Real estate agencies in New York announced they were moving away from using the term “master bedroom” from listing sites and professional use in response to the death of George Floyd and the Black Lives Matter protests that followed. Some believe that the term has origins in American slavery and that it is therefore inappropriate, racist and sexist.

“Words matter,” Tom Postilio, a partner agent with Douglas Elliman in Manhattan, said. “This is a small change we can effect immediately in the work that we do every day. It’s a socially conscious choice we’re making.”

Mr. Postilio is correct, with a caveat. Words do matter, but when boiled down to their roots, words mean absolutely nothing without genuine action beyond what is merely cosmetic. Housing policies in New York have a long history of discrimination, as real estate agencies worked to keep Black Americans out of white neighborhoods and in subordinate social and economic positions.

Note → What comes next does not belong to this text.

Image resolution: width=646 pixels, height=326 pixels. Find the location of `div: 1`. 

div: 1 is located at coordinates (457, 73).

During the 20th century, many buildings owned by the New York City Housing Authority (NYCHA) even barred Black tenants from applying.

Rather than attempting to dismantle the legacy of discrimination and racism in real estate, agents have shifted their focus on a term that has no real ties to slavery. By focusing primarily on a surface level issue and not offering plausible solutions or real support, the agents are complicit in performative allyship (slacktivism), which is “when someone from [a] non-marginalized group professes support and solidarity with a marginalized group in a way that either isn’t helpful or that actively harms that group.”

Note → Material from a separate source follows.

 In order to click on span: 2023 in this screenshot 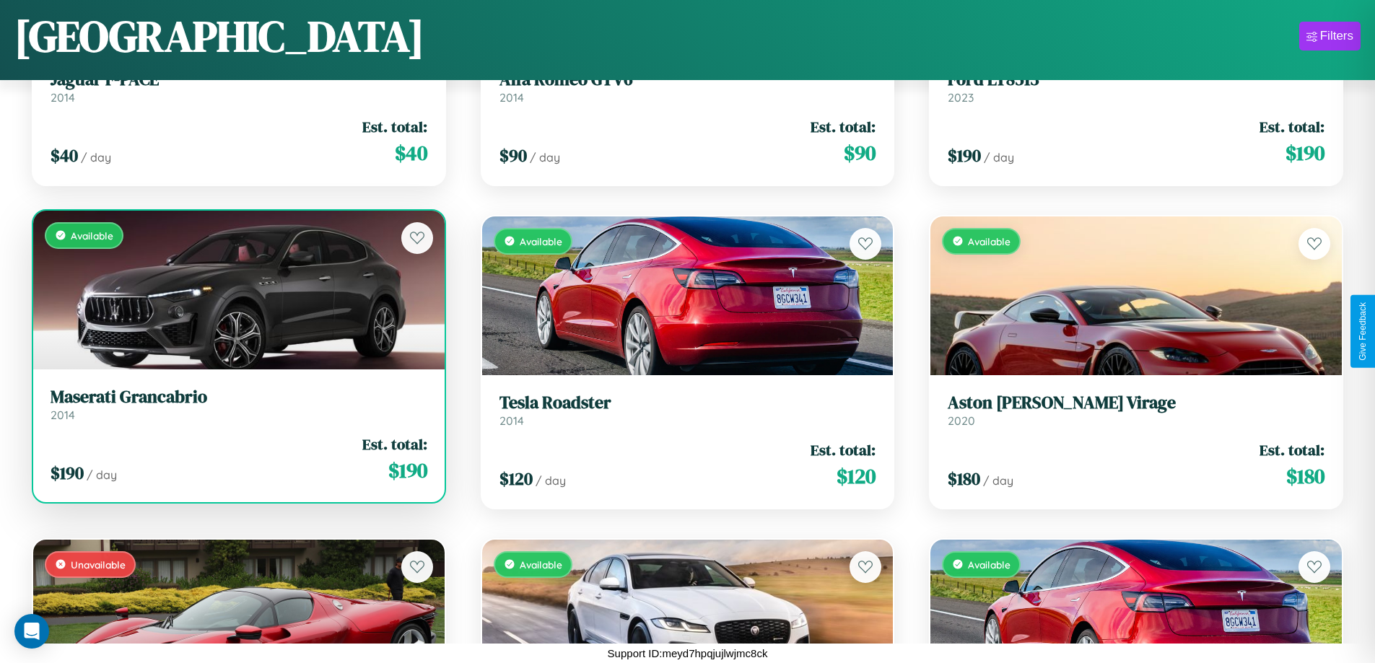, I will do `click(961, 97)`.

Another prime example of performative allyship was when Mayor Muriel Bowser renamed a street “Black Lives Matter Plaza” and had it painted a beautiful shade of yellow. Great. But what did those brush strokes do to help rectify years of oppression and slavery and police brutality and racial discrimination in America?

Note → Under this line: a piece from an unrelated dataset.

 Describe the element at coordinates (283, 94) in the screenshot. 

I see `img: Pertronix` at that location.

In June, Quaker Oats announced that its pancake mix and syrup brand, Aunt Jemima, would stop using a racial caricature of a Black woman to sell its products. But instead of contending with the ugly history of minstrelsy- perhaps by keeping Aunt Jemima on their boxes alongside a statement on why Blackface is wrong, or by paying reparations to anyone who could trace their ancestry back to the the real Aunt Jemima- Quaker Oats has decided to erase its role in upholding white supremacist ideas. Eventually, the memory of Aunt Jemima and Quaker Oats’ racism will also be erased.

Surface-level activism is not impressive. George Floyd, Breonna Taylor, Cornelius Fredericks, and Elijah McClain deserve justice beyond “feel good” activism. The bare minimum is not and never will be enough, and it does nothing in a time where something needs to be done. Black Lives Matter is not a trend. Black people are lynched or assaulted or harassed daily, and the lack of urgency that performative allyship allows completely disregards that fact. Changing words and logos and erasing how brands and governments have been complicit in anti-Blackness is not activism; it is simply a move by people in power to save themselves.